In recent years the Arcus Foundation has increased spending on transgender advocacy and pro-transgender legal and cultural change, among other causes. This comes amid continuing controversy over transgender medical treatments for adults and minors, the place of transgendered athletes in women’s sports, and the suppression of criticism of transgender philosophical, scientific and political claims.

As CNA has previously reported, Arcus Foundation grantees have been linked to doctrinal and cultural change within the Episcopalian Church, the United Methodist Church and evangelical Protestantism. It helped fund pro-LGBT Episcopal Chicago Consultation. In 2011 and 2012, the Arcus Foundation provided financial support to raise the national profile of Center for American Progress’ expert V. Gene Robinson, whose controversial election as the Episcopalian Bishop of New Hampshire in 2003 helped split the Episcopal Church and the global Anglican Communion.

Non-Christian religions are also a focus, with grants to Muslims for Progressive Values to challenge Muslims who seek religious exemptions and to cultivate LGBT activists among imams and other Muslims.

The Arcus Foundation was also a grant maker to the Catholics United Education Fund, which came under scrutiny when leaked “Catholic Spring” emails from Democratic Party politico John Podesta appeared to indicate the group had been set up in part to challenge the Catholic bishops.

The Arcus Foundation's website lists a 2014 grant of $100,000 to the American Civil Liberties Foundation supporting “communications strategies to convince conservative Americans that religious exemptions are 'un-American.'” A two-year Arcus grant to the ACLU in 2013 gave $600,000 to support the ACLU's Campaign to End the Use of Religion to Discriminate. Arcus Foundation tax forms describe this as a “multi-pronged” effort to combat “the growing trend of institutions and individuals claiming exemptions from anti-discrimination laws because of religious objections.”

Other ACLU grants from Arcus have included support for its “religious refusals” communications hub and for ongoing research to gauge what it considers to be “the harm of anti-LGBT religious refusals.”

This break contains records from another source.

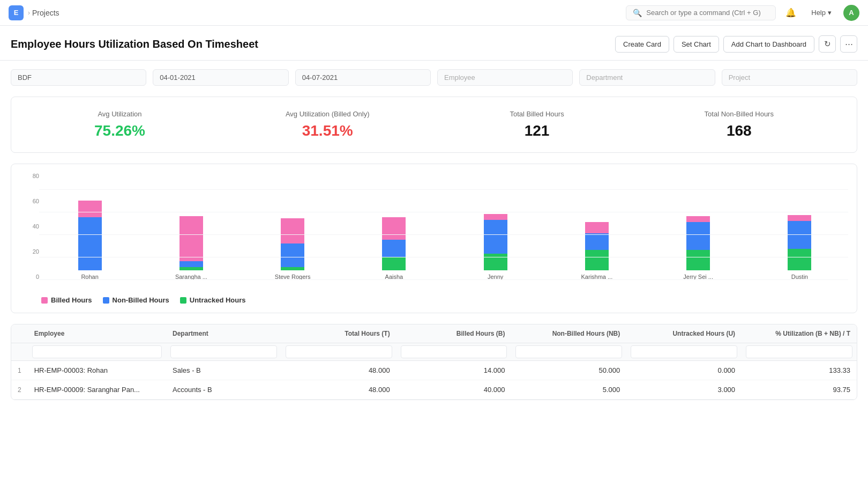 The width and height of the screenshot is (868, 502). Describe the element at coordinates (434, 390) in the screenshot. I see `table-row: 2HR-EMP-00009: Saranghar Pan...Accounts …` at that location.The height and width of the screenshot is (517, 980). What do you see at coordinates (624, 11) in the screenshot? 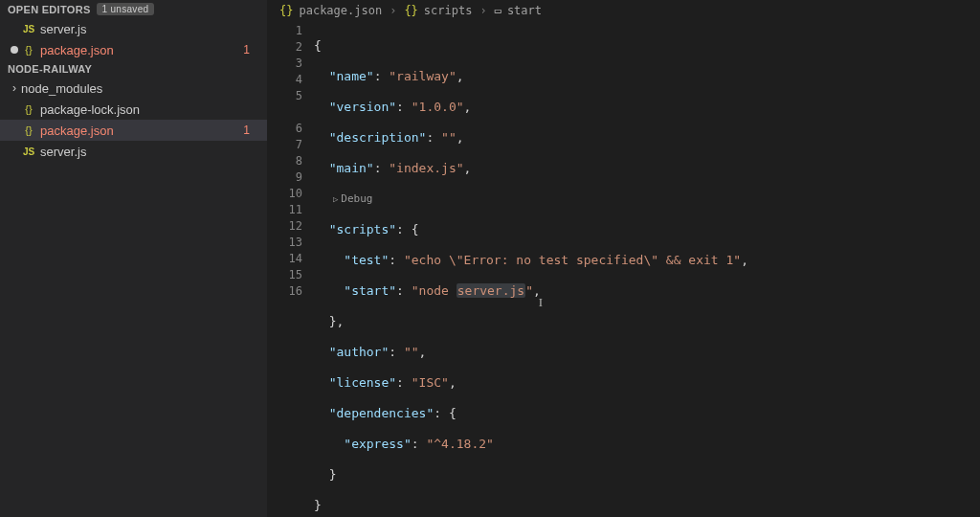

Stryker’s foundation is also a backer of the Proteus Fund’s Rights, Faith and Democracy Collaborative. The collaborative brings together wealthy activists who aim to restrict legal protections for religious freedom, in order to advance its vision of reproductive health and LGBT causes.

Previously the foundation helped back the Proteus Fund’s Civil Marriage Collaborative, which worked to recognize same-sex unions as marriages. It closed in 2015 after spending more than $153 million over 11 years on various U.S. groups, projects and campaigns.